Patrice McMahon
Professor Political Science

In 2024-25, Prof. McMahon will be a Council on Foreign Relations International Fellow at the Community of Democracies in Warsaw, Poland. In 2024 she received a 3 year National Endowment for the Humanities (NEH) grant to conduct research on the reception and integration of Ukrainian refugees. In 2023, she was a Fulbright scholar at The Adam Mickiewicz University in Poland. From 2018-2024 she was the Director of UNL’s Honors Program and 2018-2021, the Dean’s Professor of Teaching and Learning. 

McMahon received her PhD from Columbia University in New York; her MA from The George Washington University and her BA from The American University, both in Washington, DC. She has received several teaching awards, including the Dean’s Award for Excellence in Graduate Education (2012); the Outstanding Educator of the Year Award (2009-10); the “best class at UNL,” (2007); and the Arts and Science College Distinguished Teaching Award (2005).

Her research focuses on humanitarian affairs, peacebuilding, nongovernmental organizations, and U.S. foreign policy. She is the co-author and co-editor most recently of Activism in Hard Times in Central and Eastern Europe: people power (Innovations in International Affairs, Routledge Press, 2024). She is the author of  The NGO Game: Post-Conflict Peacebuilding in the Balkans and Beyond (Cornell University Press, 2017) and is the co-author (with David Forsythe) of American Exceptionalism Reconsidered: U.S. Foreign Policy, Human Rights and World Order (Routledge: 2017). 

She is also the author of Taming Ethnic Hatreds: Ethnic Cooperation and Transnational Networks in Eastern Europe (2007) and has been involved in four other book projects, including State Responses to Human Security: At home and Abroad (2014) and State building and the International Community: Getting its Act Together? (2012). Her research has appeared in various publications, including Foreign Affairs, Political Science QuarterlyEast European Politics and SocietiesHuman Rights Quarterly, Democratization, and Ethnopolitics and has been supported by the American Council for Learned Societies (ACLS), the U.S. Department of State, the National Research Council, the National Council for East European and Eurasian Research (NCEER), the Soros Foundation, and the Carnegie Corporation of New York, and the Polish Science Foundation. 

She writes regularly for The Conversation. Most recently, “Young, female voters were the key to defeating populists in Poland’s election – providing a blueprint to reverse democracy’s decline,” October 31, 2023.

A former New Yorker, McMahon is proud to call Nebraska home.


Problem:
Look through the lines below and extract any with the word "title".

Available data:
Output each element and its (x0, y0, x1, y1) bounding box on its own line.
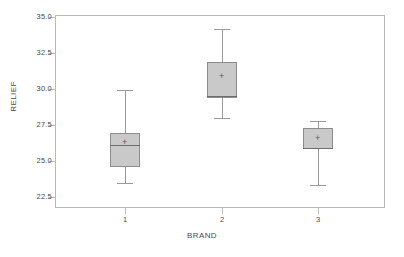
x-tick-mark (125, 208, 126, 214)
cap-lower (310, 185, 326, 186)
whisker-lower (125, 167, 126, 183)
y-tick-label: 22.5 (37, 192, 52, 201)
mean-marker: + (122, 138, 127, 147)
cap-lower (117, 183, 133, 184)
cap-upper (117, 90, 133, 91)
x-tick-label: 3 (303, 215, 333, 224)
whisker-upper (125, 90, 126, 132)
y-tick-label: 25.0 (37, 156, 52, 165)
x-tick-label: 1 (110, 215, 140, 224)
y-tick-label: 27.5 (37, 120, 52, 129)
x-axis-title: BRAND (0, 231, 404, 240)
y-tick-label: 35.0 (37, 12, 52, 21)
y-tick-label: 30.0 (37, 84, 52, 93)
cap-upper (310, 121, 326, 122)
whisker-lower (318, 149, 319, 185)
y-tick-label: 32.5 (37, 48, 52, 57)
cap-lower (214, 118, 230, 119)
x-tick-mark (318, 208, 319, 214)
x-tick-mark (222, 208, 223, 214)
mean-marker: + (315, 134, 320, 143)
median-line (303, 148, 333, 149)
median-line (207, 96, 237, 97)
whisker-lower (222, 98, 223, 118)
cap-upper (214, 29, 230, 30)
boxplot-figure: 35.032.530.027.525.022.5 123 +++ RELIEF … (0, 0, 404, 257)
whisker-upper (318, 121, 319, 128)
mean-marker: + (219, 72, 224, 81)
whisker-upper (222, 29, 223, 62)
y-axis-title: RELIEF (9, 62, 18, 132)
plot-area (55, 15, 385, 208)
x-tick-label: 2 (207, 215, 237, 224)
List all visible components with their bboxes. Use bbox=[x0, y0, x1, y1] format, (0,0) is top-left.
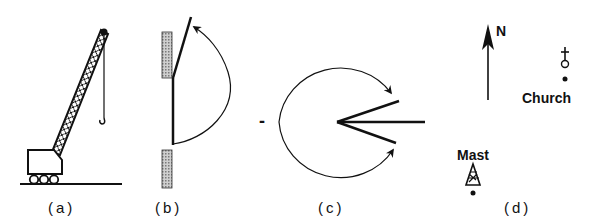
panel-b-label: (b) bbox=[155, 199, 182, 216]
crane-boom bbox=[52, 29, 108, 156]
mast-icon bbox=[466, 164, 480, 196]
church-icon bbox=[561, 47, 569, 82]
diagram-figure: (a) (b) - (c) N Church Mast bbox=[0, 0, 596, 224]
lower-rotation-arc-arrow bbox=[279, 122, 393, 178]
upper-ray bbox=[337, 101, 399, 122]
crane-hook-icon bbox=[100, 118, 105, 124]
crane-cab bbox=[28, 150, 62, 174]
north-label: N bbox=[496, 23, 506, 39]
panel-c-rotation: - (c) bbox=[259, 68, 425, 216]
minus-sign: - bbox=[259, 111, 265, 131]
wall-bottom-block bbox=[162, 150, 172, 188]
crane-wheels bbox=[30, 175, 58, 183]
panel-d-map: N Church Mast (d) bbox=[457, 23, 571, 216]
door-open-leaf bbox=[173, 17, 191, 78]
mast-label: Mast bbox=[457, 147, 489, 163]
panel-c-label: (c) bbox=[318, 199, 345, 216]
panel-a-label: (a) bbox=[48, 199, 75, 216]
wall-top-block bbox=[162, 32, 172, 78]
panel-d-label: (d) bbox=[504, 199, 531, 216]
panel-b-door: (b) bbox=[155, 17, 230, 216]
upper-rotation-arc-arrow bbox=[279, 68, 391, 122]
lower-ray bbox=[337, 122, 396, 143]
church-label: Church bbox=[522, 90, 571, 106]
panel-a-crane: (a) bbox=[20, 29, 122, 217]
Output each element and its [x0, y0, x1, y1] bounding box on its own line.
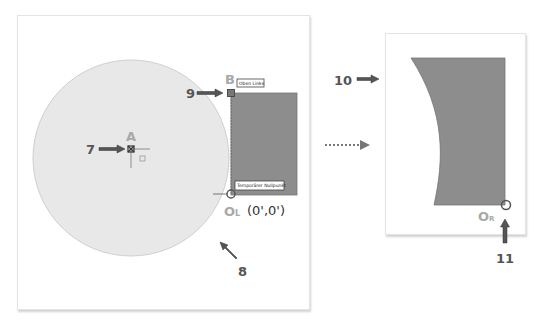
svg-text:Temporärer Nullpunkt: Temporärer Nullpunkt	[236, 183, 286, 188]
origin-coordinates: (0',0')	[247, 203, 285, 218]
arrow-up-icon	[501, 219, 510, 243]
origin-right-label: OR	[478, 209, 495, 224]
transition-arrow	[325, 140, 370, 150]
callout-8: 8	[220, 242, 247, 279]
rectangle-shape	[231, 93, 297, 195]
svg-text:11: 11	[496, 251, 514, 266]
svg-text:10: 10	[334, 73, 352, 88]
point-b-marker	[228, 90, 235, 97]
svg-text:8: 8	[238, 264, 247, 279]
arrow-right-icon	[360, 140, 370, 150]
diagram-canvas: A B Oben Links Temporärer Nullpunkt OL (…	[0, 0, 542, 326]
tag-top-left: Oben Links	[237, 79, 265, 87]
arrow-right-icon	[357, 75, 379, 83]
svg-text:Oben Links: Oben Links	[239, 81, 265, 86]
svg-text:9: 9	[186, 86, 195, 101]
origin-left-label: OL	[224, 204, 240, 219]
tag-temporary-origin: Temporärer Nullpunkt	[235, 181, 286, 190]
callout-10: 10	[334, 73, 379, 88]
point-b-label: B	[225, 72, 235, 87]
arrow-up-left-icon	[220, 242, 237, 259]
callout-11: 11	[496, 219, 514, 266]
svg-text:7: 7	[86, 142, 95, 157]
point-a-label: A	[126, 129, 136, 144]
result-shape	[411, 58, 505, 205]
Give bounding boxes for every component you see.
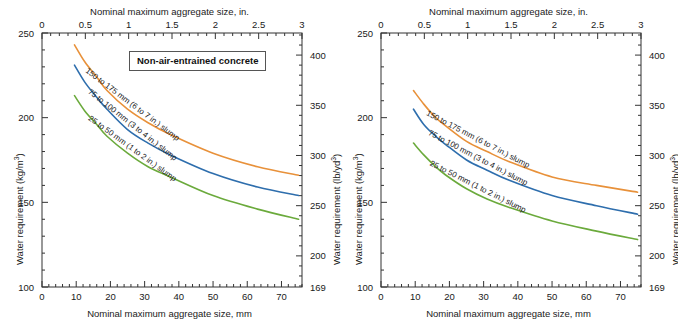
xtick-label-in: 1.5: [504, 19, 517, 30]
xtick-label-in: 1: [465, 19, 470, 30]
xtick-label-in: 0: [378, 19, 383, 30]
curve-label-text: 150 to 175 mm (6 to 7 in.) slump: [84, 66, 182, 143]
curve-2: [414, 143, 638, 240]
ytick-label-lb: 300: [649, 150, 665, 161]
ytick-label-kg: 100: [18, 282, 34, 293]
xtick-label-mm: 20: [444, 291, 455, 302]
xtick-label-mm: 50: [208, 291, 219, 302]
ytick-label-kg: 250: [18, 28, 34, 39]
xtick-label-mm: 40: [513, 291, 524, 302]
xtick-label-in: 2.5: [591, 19, 604, 30]
xtick-label-mm: 0: [378, 291, 383, 302]
xtick-label-mm: 30: [478, 291, 489, 302]
xtick-label-in: 1: [126, 19, 131, 30]
xtick-label-mm: 10: [71, 291, 82, 302]
ytick-label-lb: 250: [310, 200, 326, 211]
panel-air-entrained: Nominal maximum aggregate size, in. Nomi…: [339, 0, 678, 327]
plot-area-right: 01020304050607000.511.522.53100150200250…: [339, 0, 678, 327]
xtick-label-mm: 60: [242, 291, 253, 302]
xtick-label-mm: 30: [139, 291, 150, 302]
curve-label-0: 150 to 175 mm (6 to 7 in.) slump: [84, 66, 182, 143]
ytick-label-lb: 400: [649, 50, 665, 61]
figure-water-requirement: Nominal maximum aggregate size, in. Nomi…: [0, 0, 678, 327]
ytick-label-kg: 250: [357, 28, 373, 39]
plot-area-left: 01020304050607000.511.522.53100150200250…: [0, 0, 339, 327]
curve-label-2: 25 to 50 mm (1 to 2 in.) slump: [428, 159, 528, 215]
xtick-label-mm: 70: [615, 291, 626, 302]
xtick-label-mm: 40: [174, 291, 185, 302]
xtick-label-in: 2: [213, 19, 218, 30]
xtick-label-in: 0.5: [79, 19, 92, 30]
xtick-label-in: 2.5: [252, 19, 265, 30]
ytick-label-kg: 100: [357, 282, 373, 293]
ytick-label-kg: 150: [18, 197, 34, 208]
xtick-label-in: 1.5: [165, 19, 178, 30]
curve-label-text: 25 to 50 mm (1 to 2 in.) slump: [428, 159, 528, 215]
curve-2: [75, 96, 299, 220]
xtick-label-mm: 60: [581, 291, 592, 302]
ytick-label-lb-bottom: 169: [649, 282, 665, 293]
ytick-label-lb: 350: [649, 100, 665, 111]
xtick-label-in: 3: [299, 19, 304, 30]
xtick-label-in: 2: [552, 19, 557, 30]
panel-non-air-entrained: Nominal maximum aggregate size, in. Nomi…: [0, 0, 339, 327]
ytick-label-lb: 200: [649, 250, 665, 261]
xtick-label-in: 0: [39, 19, 44, 30]
xtick-label-in: 0.5: [418, 19, 431, 30]
ytick-label-lb: 400: [310, 50, 326, 61]
ytick-label-kg: 150: [357, 197, 373, 208]
ytick-label-lb: 200: [310, 250, 326, 261]
panel-title-box-left: Non-air-entrained concrete: [129, 51, 266, 71]
xtick-label-mm: 50: [547, 291, 558, 302]
ytick-label-lb: 350: [310, 100, 326, 111]
xtick-label-mm: 0: [39, 291, 44, 302]
xtick-label-mm: 10: [410, 291, 421, 302]
ytick-label-kg: 200: [18, 112, 34, 123]
xtick-label-mm: 70: [276, 291, 287, 302]
xtick-label-mm: 20: [105, 291, 116, 302]
xtick-label-in: 3: [638, 19, 643, 30]
ytick-label-lb: 250: [649, 200, 665, 211]
ytick-label-kg: 200: [357, 112, 373, 123]
ytick-label-lb-bottom: 169: [310, 282, 326, 293]
ytick-label-lb: 300: [310, 150, 326, 161]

Result for this exercise:
x-axis-title: BRAND (0, 231, 404, 240)
y-axis-title: RELIEF (9, 62, 18, 132)
panel-title-box-left: Non-air-entrained concrete: [129, 51, 266, 71]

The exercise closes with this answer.